Pathology/Lab Coding Alert

Clinical Lab:

Obey Rules and Restrictions to Get Thyroid-Test Claims Paid

Ensure medical necessity for coverage.

If your lab performs blood tests for thyroid function, you need to stay up to date on coverage rules if you don’t want to get stuck holding the bag for the tests’ costs.

Thyroid-test coding is complex because physicians may order the assays for a host of reasons, and because labs must abide by CMS’s national coverage determination (NCD) and CCI edits, which provide nuanced coverage rules. Read on to make sure you have all the tools you need to file clean claims for thyroid testing.

Know Medical Necessity Indicators

Physicians order thyroid function tests to help evaluate the under- or over-production of thyroid hormone(s). “The test results can help physicians reach a diagnosis and devise and monitor treatment,” explains William Dettwyler, MT AMT, president of Codus Medicus, a laboratory coding consulting firm in Salem, Ore.

Medicare and many third-party payers consider thyroid testing medically reasonable and necessary for the following purposes:

  • to confirm or rule out primary hypothyroidism or hyperthyroidism
  • to distinguish between primary and secondary hypothyroidism
  • to monitor progression of disease and therapy in patients with thyroid dysfunction
  • to monitor thyroid hormone levels in patients on long-term thyroid drug therapy
  • to monitor thyroid hormone levels associated with conditions such as goiter, thyroid nodules, thyroid or other endocrine gland neoplasms, or history of such neoplasms.

Other conditions that may indicate medical necessity for thyroid function testing include the following:

  • metabolic disorders
  • malnutrition
  • hyperlipidemia
  • certain types of anemia
  • psychosis and non-psychotic personality disorders
  • unexplained depression
  • ophthalmologic disorders
  • various cardiac arrhythmias
  • menstruation disorders
  • certain skin conditions
  • vague symptoms such as myalgia, malaise, hypothermia, alterations of consciousness, as well as various signs in the nervous, musculoskeletal, integumentary, cardiovascular, and gastrointestinal systems.

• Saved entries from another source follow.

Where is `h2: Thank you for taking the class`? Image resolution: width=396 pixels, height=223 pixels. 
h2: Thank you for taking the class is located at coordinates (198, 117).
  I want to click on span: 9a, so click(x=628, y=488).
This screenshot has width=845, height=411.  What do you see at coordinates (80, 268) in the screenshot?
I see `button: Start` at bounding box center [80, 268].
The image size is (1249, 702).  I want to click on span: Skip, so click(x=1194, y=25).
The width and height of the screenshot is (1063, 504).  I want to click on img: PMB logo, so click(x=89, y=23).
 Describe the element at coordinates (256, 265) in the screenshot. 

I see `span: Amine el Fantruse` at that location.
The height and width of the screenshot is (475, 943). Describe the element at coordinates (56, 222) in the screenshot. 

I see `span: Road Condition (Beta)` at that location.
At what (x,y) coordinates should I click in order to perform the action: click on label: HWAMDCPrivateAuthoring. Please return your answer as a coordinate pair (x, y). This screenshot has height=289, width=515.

You’ll find a comprehensive list of ICD-10-CM codes describing conditions that show medical necessity for thyroid testing in the thyroid testing NCD. For instance, the list includes the following, and many, many more codes:

  • C73 (Malignant neoplasm of thyroid gland)
  • D51.0 (Vitamin B12 deficiency anemia due to intrinsic factor deficiency)
  • E03.9 (Hypothyroidism, unspecified)
  • E04.0 (Nontoxic diffuse goiter)
  • E78.4 (Other hyperlipidemia)
  • F23 (Brief psychotic disorder)
  • I48.1 (Persistent atrial fibrillation)
  • L63.9 (Alopecia areata, unspecified)
  • N91.2 (Amenorrhea, unspecified).

Caution: “Payers don’t usually cover thyroid function for screening, so you should always report the most specific diagnosis that the ordering physician provides, even if it’s just vague signs and symptoms,” Dettwyler says.

For multiple diagnoses: If the ordering physician lists more than one diagnosis as the reason for the test, you need to decide which code(s) to report, and which to list as the primary diagnosis. If the order identifies a disease process, such as hypothyroidism, you shouldn’t additionally assign codes for signs and symptoms that are routinely associated with hypothyroidism. But if the lab order identifies two codes and “both diagnoses equally meet the criteria for primary diagnosis, either option will work,” explains Kimberly Quinlan, CPC, senior medical records coder in New York’s University of Rochester Medical Center.

Understand Lab Methods

The lab tests considered in the thyroid testing NCD include the following:

  • 84436 (Thyroxine; total) often ordered as T4 or TT4
  • 84439 (Thyroxine; free) often ordered as FT4, Free T4, or FTI
  • 84443 (Thyroid stimulating hormone (TSH))
  • 84479 (Thyroid hormone (T3 orT4) uptake or thyroid hormone binding ratio (THBR)).

The serum levels of thyroid stimulating hormone (TSH) and free thyroxine (FT4) are instrumental in diagnosing hyperthyroidism or hypothyroidism. After a diagnosis of thyroid dysfunction, clinicians often order further testing to determine the etiology of the disorder and to monitor treatment.

Clinical advances in thyroid testing methods have changed the protocols for many labs, often reducing the number of tests required to diagnose and monitor thyroid dysfunction. For example, laboratories historically estimated the patient’s FT4 serum levels by running two tests, such as total thyroxine (84436) and triiodothyronine (T3) uptake (84479). Labs used the results to calculate the free thyroxine index (FTI), which provides an indirect proportional estimate of FT4.